Although Arthur is starting to feel free enough to chat about her much-anticipated Netflix rom-com, she is still trying extra hard not to spill too much about her other major 2020 release, Snowpiercer. The project is a made-for-TV adaptation of 2020 Oscar darling Bong Joon-Ho’s cult favourite 2013 dystopian epic of the same name, a study in class tension akin to Parasite.
“The sets on that show were just so…” she says back in the Refinery29 office, still overwhelmed by the Vancouver production’s grandeur. Like the initial film that starred Chris Evans, TNT’s Daveed Diggs-led Showpiercer, premiering May 31, is about a never-ending train ride carrying the last remnants of humanity. Inside, the train houses both slums and pleasure palaces. Outside, the world is a frozen tundra waiting to turn any human body into an icicle.

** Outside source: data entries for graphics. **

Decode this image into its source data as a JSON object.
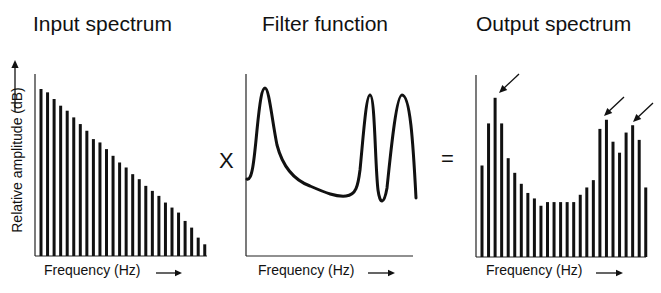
{
  "panels": [
    {
      "title": "Input spectrum",
      "xlabel": "Frequency (Hz)"
    },
    {
      "title": "Filter function",
      "xlabel": "Frequency (Hz)"
    },
    {
      "title": "Output spectrum",
      "xlabel": "Frequency (Hz)"
    }
  ],
  "ylabel": "Relative amplitude (dB)",
  "operators": {
    "multiply": "X",
    "equals": "="
  },
  "chart_data": [
    {
      "type": "bar",
      "title": "Input spectrum",
      "xlabel": "Frequency (Hz)",
      "ylabel": "Relative amplitude (dB)",
      "values": [
        100,
        98,
        94,
        90,
        87,
        83,
        79,
        75,
        70,
        68,
        64,
        60,
        56,
        53,
        49,
        46,
        42,
        39,
        36,
        32,
        29,
        26,
        21,
        17,
        11,
        7
      ]
    },
    {
      "type": "line",
      "title": "Filter function",
      "xlabel": "Frequency (Hz)",
      "description": "Filter response with three resonant peaks: one at low frequency, two at high frequency",
      "peaks": [
        "low",
        "high-1",
        "high-2"
      ]
    },
    {
      "type": "bar",
      "title": "Output spectrum",
      "xlabel": "Frequency (Hz)",
      "values": [
        50,
        73,
        87,
        73,
        54,
        46,
        40,
        35,
        32,
        28,
        30,
        30,
        30,
        30,
        30,
        34,
        38,
        42,
        70,
        75,
        63,
        57,
        68,
        72,
        64,
        38
      ],
      "annotations": [
        "arrow at peak 1",
        "arrow at peak 2",
        "arrow at peak 3"
      ]
    }
  ]
}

“They created this whole world of Snowpiercer on these train sets,” Arthur explains, adding she bound to legal secrecy on her character, who is named Nicolette “Nikki” Genêt according to IMDb. At least Arthur can confirm one fact about her time on Snowpiercer: She was able to stay clear of the nightmarish bug blocks of food that the 2013 film is famous for introducing into our grossed-out public consciousness.
AdvertisementADVERTISEMENT
“Yeah… I luckily avoided that nightmare,” Arthur says. “They say bugs are a good source of protein and fiber. But…”

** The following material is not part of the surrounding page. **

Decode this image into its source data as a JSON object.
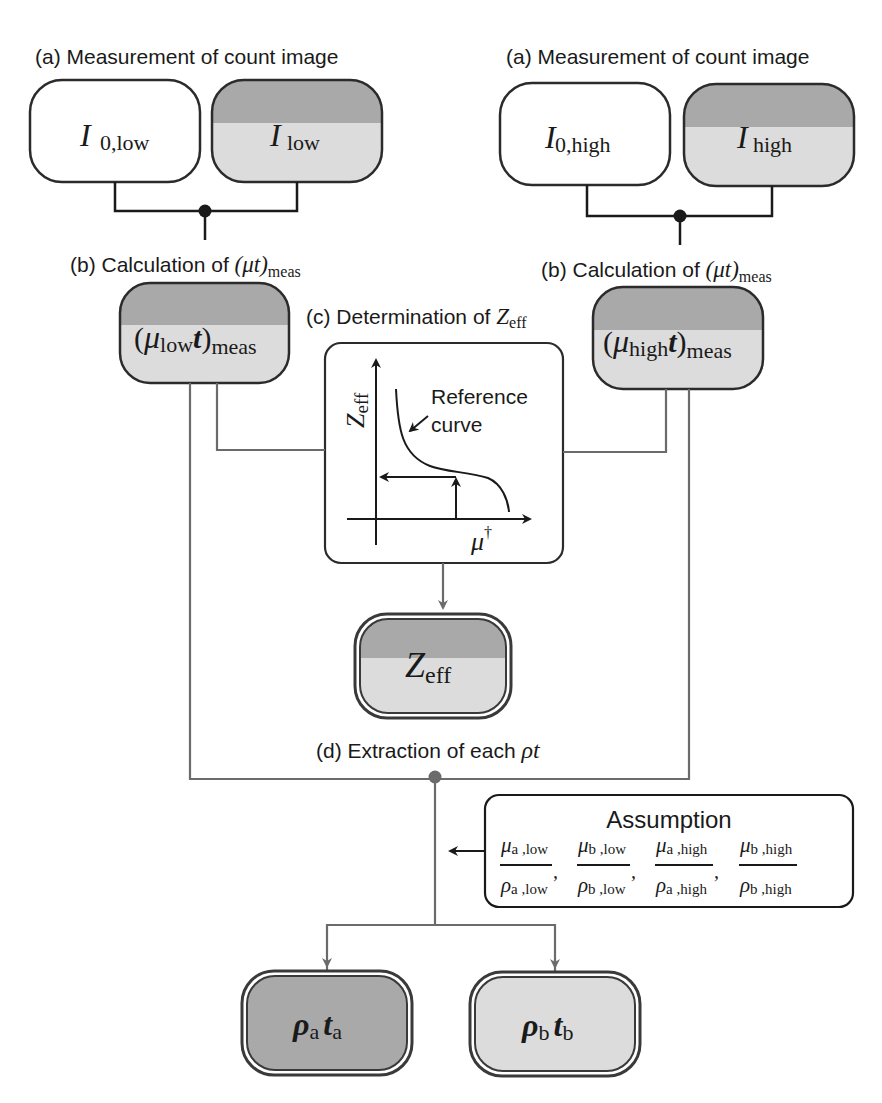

While Arthur isn’t exactly lining up to eat creepy crawlies, she lights up when talking about other foods. She marks her time filming the final To All The Boys movie by New York City pizza — at least some of Lara Jean is set in the Big Apple — and the cast’s time shooting from their homebase in Vancouver with group sushi outings. Outside of her Jenny Han-related obligations, Arthur raves about the desserts of Portugal, where she lived for six weeks while filming “psychedelic and mystical” sci-fi film Color Out of Space co-starring Nicholas Cage. The H.P. Lovecraft-inspired movie had a limited release in January. Before Arthur, a Vancouver native, was heading to “peng lunch” with the Boys crew or enjoying Portuguese pastel de nata outside of Lisbon, she had been steadily working since 2011. Arthur started out with guest parts in shows like AMC’s The Killing, before graduating to a recurring roles in the CW’s Tomorrow People and Syfy’s The Magicians, along with a featured part in 2014 Oscar-bait Big Eyes.
Then To All The Boys came knocking and pushed her into a new stratosphere of Netflix fame.
That may be why Arthur seems most excited when she talks about following Chris from one Twitter-breaking film into a full, initially unplanned trilogy (“No one expected the movie to have the meteoric rise that it’s had”). It’s impossible to ignore Arthur’s grin when she brings up Boys’ upcoming threequel, Always and Forever, Lara Jean.
AdvertisementADVERTISEMENT
“In the third movie, I was so pleased with how they developed Chris, and I feel like she really gets to flourish,” Arthur explains. “I specifically love how they bring her and Lara Jean’s friendship to this level that we haven’t really seen them connect at before.”
The actress can’t help but gush about crafting a three-movie friendship with her pal, leading lady Lana Condor. “Over the course of the next two movies, we really get to see Chris and Lara Jean grow together as friends,” Arthur continues. “I’m so grateful for so much from To All the Boys — but the thing I’m most grateful for is that I had the gift to work with Lana and to become amazing friends throughout the course of filming the three movies.”
So what does Arthur hope to see for Lara Jean and Chris as they head off into the post-high school sunset with Forever Lara Jean? Again, Arthur is forced into her cone all secrecy. All she can promise is: “It’s so unequivocally Chris! It really is!”